Trey Harris wrote:
In a message dated Wed, 27 Sep 2006, Aaron Sherman writes:
Any thoughts?

I'm still thinking about the practical implications of this... but what immediately occurs to me:

The point of multiple, as opposed to single, dispatch (well, one of the points, and the only point that matters when we're talking about multis of a single invocant) is that arguments are not bound to a single type. So at first gloss, having a single prototype in the core for all same-named multis as in your proposal seems to defeat that use, because it does constrain arguments to a single type.

I certainly hope not, as I agree with you! That's not the goal at all, and in fact if that were a side effect, I would not want this to be implemented. The idea of having types AT ALL for protos was something that I threw in because it seemed to make sense at the end. The really interesting thing is to match signature shapes, not types. That is, max doesn't take two positional arguments, and a max that does is probably doing something that users of max will be shocked by. To this end, a programmer of a library *can* issue an assertion: all implementations of max will take one (no type specified) positional parameter and any number of adverbial named parameters (again, no type specified).

Notice that I keep saying "no type specified", when in reality, us Perl 6 programmers know that parameters default to type Any (it is Any now, right?) I don't see value in protos taking this into account. If there is value, then I'll bow to superior Perl 6 mojo on the part of whoever can point it out.

Remember that this is NOT part of the MMD system. Once a multi is declared, and passes any existing protos, the proto no longer has any relevance, and is never consulted for any MMD dispatch.

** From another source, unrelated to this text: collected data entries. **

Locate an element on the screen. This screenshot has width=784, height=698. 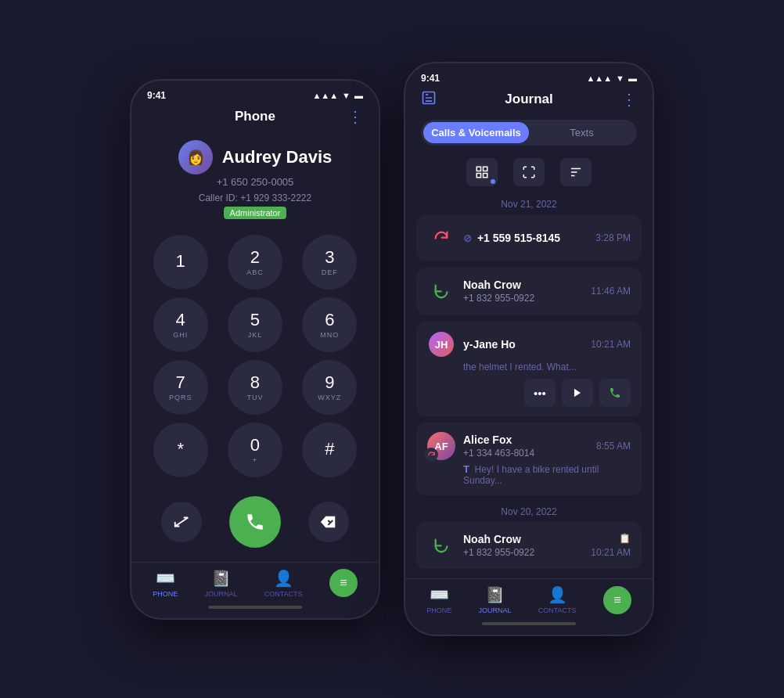
outgoing-call-icon is located at coordinates (441, 291).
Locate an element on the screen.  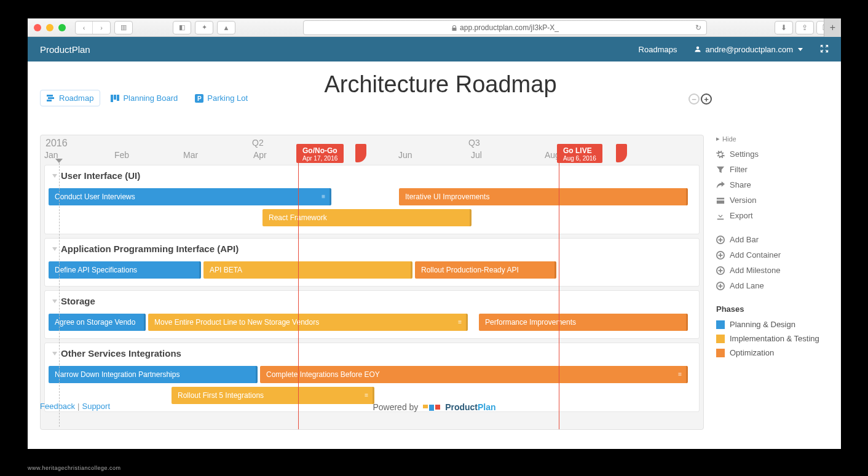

It is forgotten (unless a new multi is defined later).

Does that help to remove any concerns? Adding in types is fine, and I have no problem with it, but adding in types should probably not be something done in core modules without heavy thought.

In other words, to use your proposal, "our proto moose (Moose $x:)" should assert not just that all calls to the multi moose will have an invocant that does Moose, but also that all objects of type Moose will work with a call to the multi moose. That may have been implicit in your proposal, but I wanted to make it explicit.

If you specify such types, OK, that seems fair. Side point: "the multi moose" is a pretty darned funny turn of phrase ;)

All that said, the globalness of multis does concern me because of the possibility of name collision, especially in big systems involving multis from many sources. Your proposal would at least make an attempt to define a multi not type-conformant with a core prototype throw a compile-time error, rather than mysterious behavior at runtime when an unexpected multi gets dispatched.

Say "signature-conformant" there, and I'm in full agreement.